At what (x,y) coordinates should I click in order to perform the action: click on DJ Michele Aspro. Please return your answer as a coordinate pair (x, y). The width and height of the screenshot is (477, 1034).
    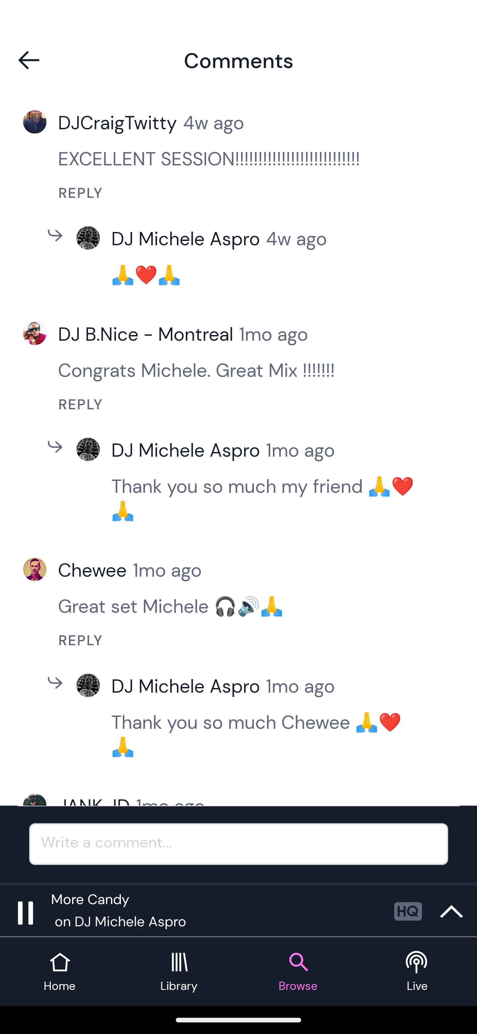
    Looking at the image, I should click on (189, 450).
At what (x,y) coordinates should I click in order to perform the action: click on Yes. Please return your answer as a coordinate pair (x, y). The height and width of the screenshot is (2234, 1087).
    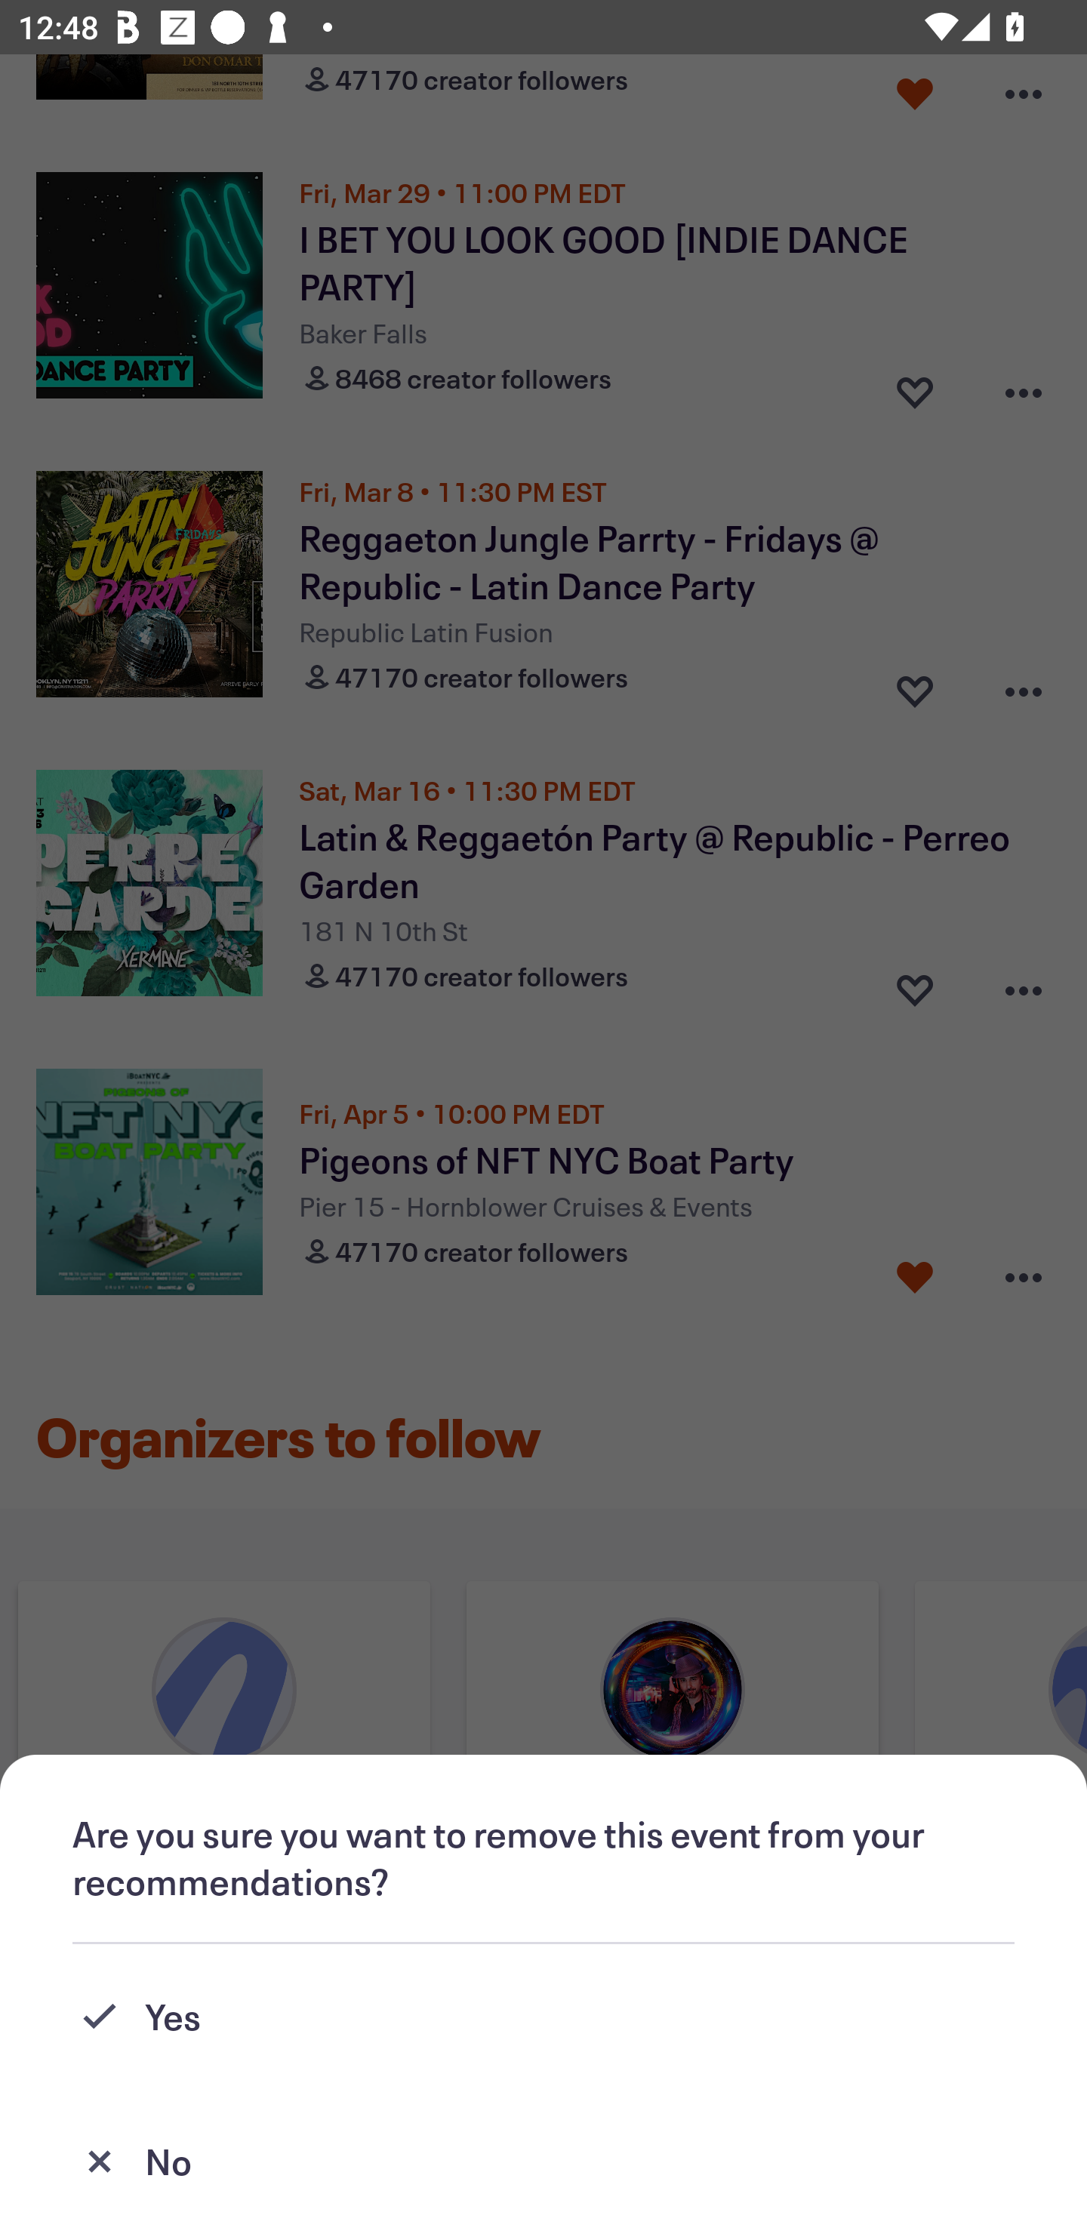
    Looking at the image, I should click on (543, 2016).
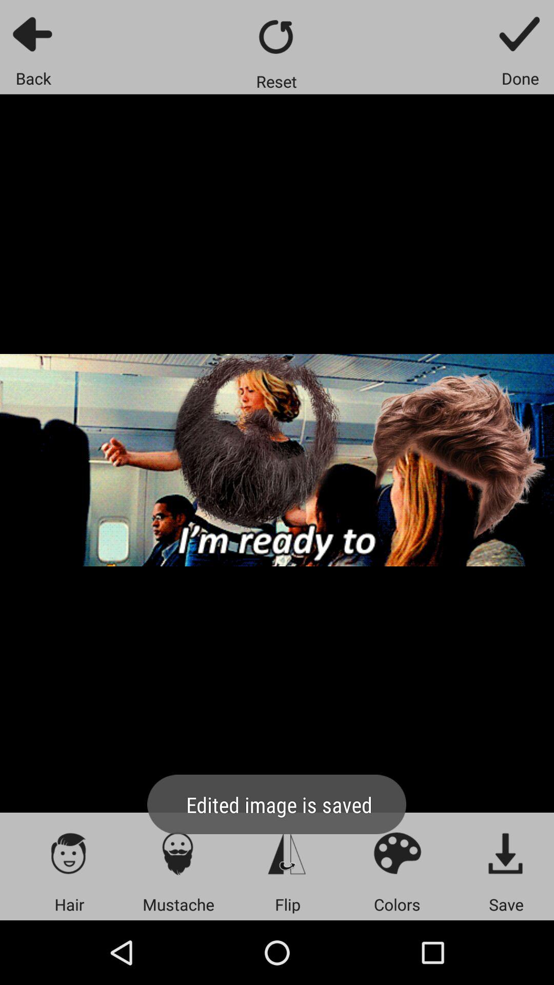  I want to click on colors, so click(397, 853).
_ _ _ _
== Required action ==
Could every entry be restated word for word, pictures excluded?

== Answer for the task ==
At what (x,y) coordinates should I click in order to perform the action: click on DJ Michele Aspro. Please return your answer as a coordinate pair (x, y). The width and height of the screenshot is (477, 1034).
    Looking at the image, I should click on (189, 450).
At what (x,y) coordinates should I click in order to perform the action: click on Yes. Please return your answer as a coordinate pair (x, y). The height and width of the screenshot is (2234, 1087).
    Looking at the image, I should click on (543, 2016).
  I want to click on colors, so click(397, 853).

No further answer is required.